This has ALOT to do with IFS therapy and little to do with DID (especially if your T said you are not DID).
IFS believes that everyone has parts, that we are all made up of various parts that react and behave according to where they are. So yes, everyone has child parts that are stuck in the behaviors or actions or ways of thinking that a child is at the time of trauma or at the time that was very upsetting. There can be child parts that exist at different ages and stages. It is a way of saying, you have behaviors that are childlike and regressed. So, for example, you might have a part that soothes itself in a harmful way. That part is stuck in a time where it needs to learn to be soothed or soothe itself in a healthy way. Unburdening it is to find out what the part needs, helping it gets it need met, and allowing the Self to understand it.
IFS
does believe in DID, but the difference between DID and "normal parts" are that DID parts are more extreme in their behaviors and are separated usually by amnesia. So the Self is not aware of the parts. (this begins to get more like DID therapy)
QUOTE from you:
"My t has several times said things like, "We need to help the small parts become unburdened when they are ready to do so" and "I want to invite these parts to come into the present when they feel it is safe enough."
The above quote is typical IFS language. The bells are ringing!
I suggest that you look up Richard Schwartz who created IFS and get his book. It will tell you everything you need to know. It won't tell you how to do the therapy, but it will help explain what your T is doing and what the parts are that each of us has inside us. And the concepts of unburdening the parts to free the Self.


WHAT YOU HAVE TO DO: Where in the data below does the word "legend" appear? Copy every line that has it.

(DATA FOR ANALYSIS begins)

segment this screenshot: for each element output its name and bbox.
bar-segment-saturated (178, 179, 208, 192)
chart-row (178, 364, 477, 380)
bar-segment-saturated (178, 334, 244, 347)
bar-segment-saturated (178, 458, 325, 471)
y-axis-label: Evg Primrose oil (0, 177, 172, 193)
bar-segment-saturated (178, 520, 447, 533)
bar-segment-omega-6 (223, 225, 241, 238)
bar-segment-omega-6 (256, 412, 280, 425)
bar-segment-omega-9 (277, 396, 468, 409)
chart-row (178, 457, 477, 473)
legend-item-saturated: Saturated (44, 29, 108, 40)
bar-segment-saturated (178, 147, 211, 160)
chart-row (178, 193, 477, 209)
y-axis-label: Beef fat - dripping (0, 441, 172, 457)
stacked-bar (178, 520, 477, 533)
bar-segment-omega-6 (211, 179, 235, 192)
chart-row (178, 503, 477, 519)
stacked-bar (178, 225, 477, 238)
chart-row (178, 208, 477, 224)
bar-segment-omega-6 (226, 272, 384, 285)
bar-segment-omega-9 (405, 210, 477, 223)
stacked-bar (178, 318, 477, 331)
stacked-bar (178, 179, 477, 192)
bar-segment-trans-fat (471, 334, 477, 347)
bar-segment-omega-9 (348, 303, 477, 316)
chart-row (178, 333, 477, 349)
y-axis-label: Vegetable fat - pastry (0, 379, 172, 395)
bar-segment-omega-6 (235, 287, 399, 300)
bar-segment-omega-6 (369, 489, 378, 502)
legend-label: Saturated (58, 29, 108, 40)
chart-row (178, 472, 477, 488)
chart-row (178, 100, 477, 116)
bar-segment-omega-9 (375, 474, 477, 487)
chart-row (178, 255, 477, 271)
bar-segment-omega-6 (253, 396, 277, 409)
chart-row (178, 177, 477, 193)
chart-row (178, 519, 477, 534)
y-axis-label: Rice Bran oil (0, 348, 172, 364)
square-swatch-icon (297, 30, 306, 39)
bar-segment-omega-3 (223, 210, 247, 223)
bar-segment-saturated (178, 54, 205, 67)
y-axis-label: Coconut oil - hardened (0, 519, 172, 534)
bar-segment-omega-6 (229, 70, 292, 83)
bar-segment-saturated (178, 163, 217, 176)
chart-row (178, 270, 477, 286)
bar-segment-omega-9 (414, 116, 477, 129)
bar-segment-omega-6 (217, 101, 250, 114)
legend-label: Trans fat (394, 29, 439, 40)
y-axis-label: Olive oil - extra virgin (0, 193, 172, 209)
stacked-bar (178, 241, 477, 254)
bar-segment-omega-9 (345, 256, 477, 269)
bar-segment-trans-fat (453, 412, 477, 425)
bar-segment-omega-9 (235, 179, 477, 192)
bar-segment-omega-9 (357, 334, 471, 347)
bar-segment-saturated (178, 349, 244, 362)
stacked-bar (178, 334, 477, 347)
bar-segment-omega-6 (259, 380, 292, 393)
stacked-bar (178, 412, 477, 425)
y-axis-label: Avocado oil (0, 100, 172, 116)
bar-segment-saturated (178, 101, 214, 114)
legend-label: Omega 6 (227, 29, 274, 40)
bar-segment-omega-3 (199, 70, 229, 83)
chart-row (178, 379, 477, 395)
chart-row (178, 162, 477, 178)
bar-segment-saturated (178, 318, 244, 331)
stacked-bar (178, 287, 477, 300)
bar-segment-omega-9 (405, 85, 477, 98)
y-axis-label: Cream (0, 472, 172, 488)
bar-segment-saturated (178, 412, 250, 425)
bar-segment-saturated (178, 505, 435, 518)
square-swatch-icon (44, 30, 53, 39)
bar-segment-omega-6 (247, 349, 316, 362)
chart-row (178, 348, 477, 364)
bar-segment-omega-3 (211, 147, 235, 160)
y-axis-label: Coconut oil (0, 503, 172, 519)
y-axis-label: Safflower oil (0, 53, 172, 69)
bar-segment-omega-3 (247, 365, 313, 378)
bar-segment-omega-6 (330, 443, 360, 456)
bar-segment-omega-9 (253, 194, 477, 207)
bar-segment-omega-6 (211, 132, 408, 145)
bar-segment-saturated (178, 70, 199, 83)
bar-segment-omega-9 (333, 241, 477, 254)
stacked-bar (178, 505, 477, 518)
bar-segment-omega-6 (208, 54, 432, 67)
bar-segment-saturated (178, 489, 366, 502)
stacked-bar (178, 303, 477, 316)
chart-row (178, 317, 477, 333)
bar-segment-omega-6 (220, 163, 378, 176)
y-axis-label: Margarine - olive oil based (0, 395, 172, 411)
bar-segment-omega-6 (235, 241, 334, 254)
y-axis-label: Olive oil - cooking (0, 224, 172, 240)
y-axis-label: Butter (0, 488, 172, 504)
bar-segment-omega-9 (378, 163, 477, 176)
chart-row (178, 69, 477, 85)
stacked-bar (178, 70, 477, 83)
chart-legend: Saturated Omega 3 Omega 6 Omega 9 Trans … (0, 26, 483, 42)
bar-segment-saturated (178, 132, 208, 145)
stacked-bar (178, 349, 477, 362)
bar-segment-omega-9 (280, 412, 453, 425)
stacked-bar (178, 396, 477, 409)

(DATA FOR ANALYSIS ends)

REPLY TO THE TASK:
legend-item-saturated: Saturated (44, 29, 108, 40)
legend-label: Saturated (58, 29, 108, 40)
legend-label: Trans fat (394, 29, 439, 40)
legend-label: Omega 6 (227, 29, 274, 40)
chart-legend: Saturated Omega 3 Omega 6 Omega 9 Trans … (0, 26, 483, 42)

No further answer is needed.